The 110 works on display (and for sale) at Scotland’s oldest commercial gallery begins with Morrison’s early paintings of Glasgow tenements, although only the mammoth canvas Glasgow Tenements (1960) is included here. Morrison attributed his embrace of ‘socially relevant’ painting in the 1950s and ’60s to his friendship with Glasgow painters including George McGavin and Bill McLucas. He would later cite the influence of the Hague School and that of Claude Lorrain, whose mark can be seen in the colonnade depicted in Caledonia Road Church, Glasgow (1977).
The downstairs rooms progress through Morrison’s depictions of fishing boats in Catterline and the Angus landscapes for which he had become well known by the mid 1980s, when an exclusive contract with the gallery allowed him to give up teaching at Duncan of Jordanstone and focus entirely on his own work. Upstairs, a bust of the artist’s head sculpted by his friend David Miller faces directly on to Beech Tree, Montreathmont (1981), an oil painting on circular board featuring Morrison’s characteristic wispy branches. But unlike its gallery neighbour, Glenesk Wood (1997), in which the trees seem to reach out to one another, Morrison’s beech tree is set apart from the trees in the forest behind it, corresponding instead with the viewer – and, in this case, Miller’s bust. It seems odd that Beech Tree, Montreathmont is rather haughtily framed and covered – caged, even – in glass, while other boards are left exposed: the glass restrains the tree from the interaction that Morrison’s painting invites.
After seeing Morrison’s paintings of Assynt in Scotland’s far north, Arctic biologist Dr Jean Balfour invited the artist to join her research party to the north Arctic in 1990. He was ‘totally enthralled’ by the landscape, and returned multiple times. ‘My intention was always to do in the far north what I had done at home, that is to paint the landscape before my subject and try to make sense of it,’ he later recalled. Morrison seems particularly successful in this intent in Iceberg Collage (1994). The iceberg is depicted across overlapping layers of board, but its shadow on the black ocean beneath is contrastingly flat, allowing the viewer to become an explorer by recreating the effect of the ice floating towards our gaze. Large Berg II, painted during the same expedition, captures an iceberg in a greater state of serenity.
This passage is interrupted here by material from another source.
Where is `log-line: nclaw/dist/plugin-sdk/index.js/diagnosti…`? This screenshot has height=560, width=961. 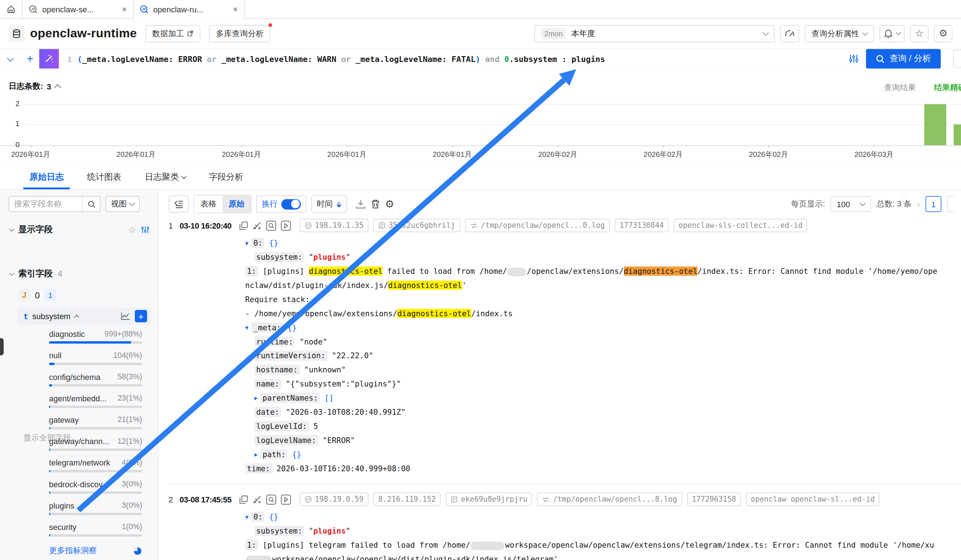 log-line: nclaw/dist/plugin-sdk/index.js/diagnosti… is located at coordinates (603, 285).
But it similarly emulates the artist’s experience of viewing the landscape: the division of the image into a 102 by 245cm diptych replicates the perspective of glasses or binoculars, the two boards fading into one view over time, while the glossy sheen of the foreground contrasts sharply with the pale shading of both sea and sky beyond the iceberg.
The exhibition also features a glass case containing a small selection of brushes and tubes of oil paint. ‘I have a very limited palette and haven’t changed that palette for a very long time,’ Morrison explains in an excerpt from an interview displayed alongside it. ‘When you’re painting outside you’re contending with wind, changing weather and bugs, so you need to keep it as simple and straightforward as possible.’
In front of the case is Black Landscape (1964), which shows a hilly landmass rendered in cadmium yellow and black; an almost apocalyptic marble effect of blurred, fiery rock. Yet our eyes are drawn to the horizon where the land meets a skyline of pallid green and grey. Here the land comes into high definition over a carved stone arch: likely a drift into abstraction, but a subtler kind than in, for example, Field Boundary (1965), which Morrison’s friend and colleague David McClure described as a ‘calligraphic’ imprint of ‘the mark of men on the lands of the Mearns’. Looking at Black Landscape, its stone gateway to the unknown seems not just a marker of another world, but an invitation to explore it with Morrison.
‘James Morrison (1932–2020): A Celebration’ is at the Scottish Gallery, Edinburgh, until 25 June.